South Africa pauses plan to scrap Covid-19 contact tracing

South Africa paused a plan to end Covid-19 contact tracing and some quarantine measures to consider additional comments about the policy.

An amended circular will be issued once further contributions to the debate have been considered, the Department of Health said in a statement on Tuesday. The reversal comes after a deluge of inquiries from media, the public and others, it said.

Announced by the department last week, the shift in policy was initiated because as much as 80% of the population have some sort of immunity from prior illness or vaccines. The move was taken as a potential sign the government has decided to move away from imposing measures to restrict the various waves of the pandemic.

“Containment strategies are no longer appropriate — mitigation is the only viable strategy,” Department of Health Director-General Sifiso Buthelezi said at the time. Requiring people not experiencing symptoms to isolate deprives them of income or children of school time, according to the updated statement this week.

South Africa is currently battling a surge of the omicron coronavirus variant, which has delivered record case numbers but, so far, limited impact on hospitals, compared with the delta strain.
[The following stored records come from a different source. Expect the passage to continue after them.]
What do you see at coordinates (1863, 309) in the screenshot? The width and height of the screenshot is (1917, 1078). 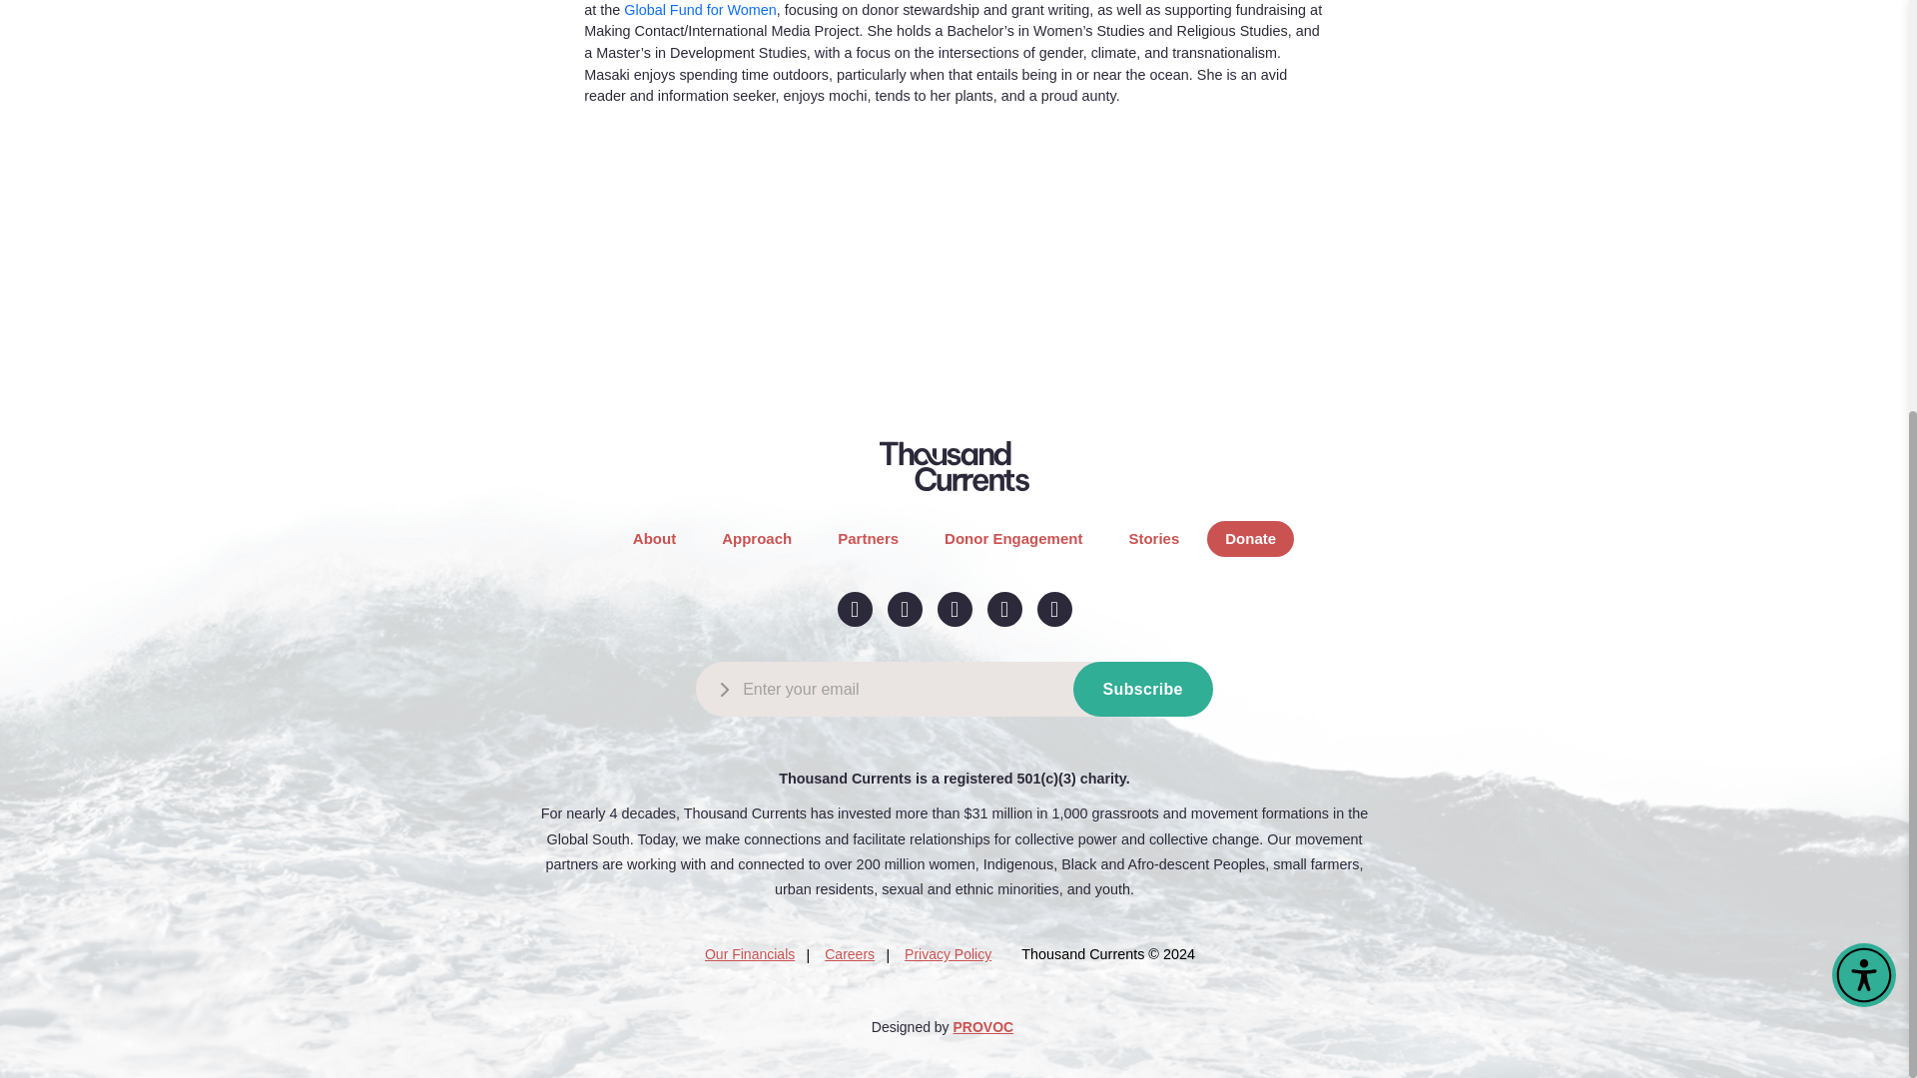 I see `Accessibility Menu` at bounding box center [1863, 309].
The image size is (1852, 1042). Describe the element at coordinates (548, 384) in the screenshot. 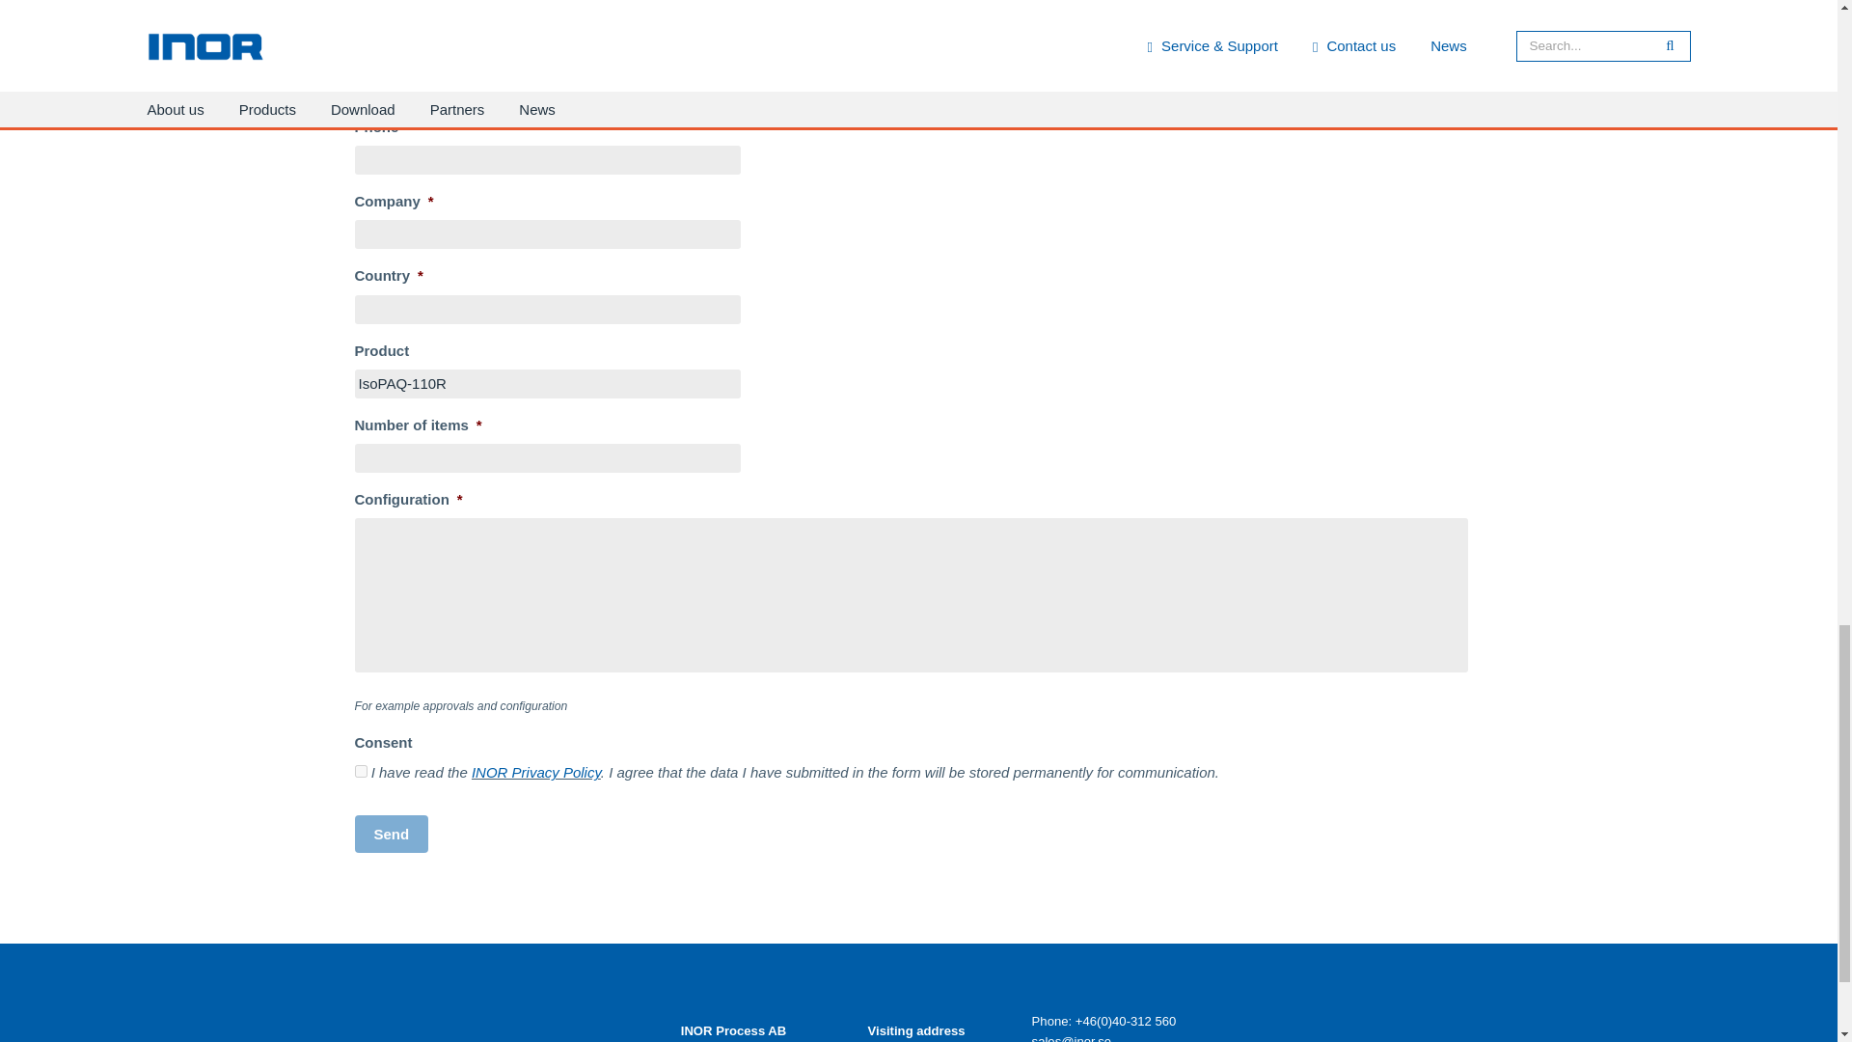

The government hasn’t toughened lockdown restrictions to date.

Of the Covid-19 hospitalised patients, 75% were not vaccinated, Deputy Health Minister Sibongiseni Dhlomo said in an interview on broadcaster 702. Pfizer booster shots were made available this week to people that received their first vaccine in May, he said.

South Africa is waiting for data from scientists to confirm that the country may be exiting the fourth wave of coronavirus infections in some provinces, said Dhlomo. “It will probably be a pretty short wave.”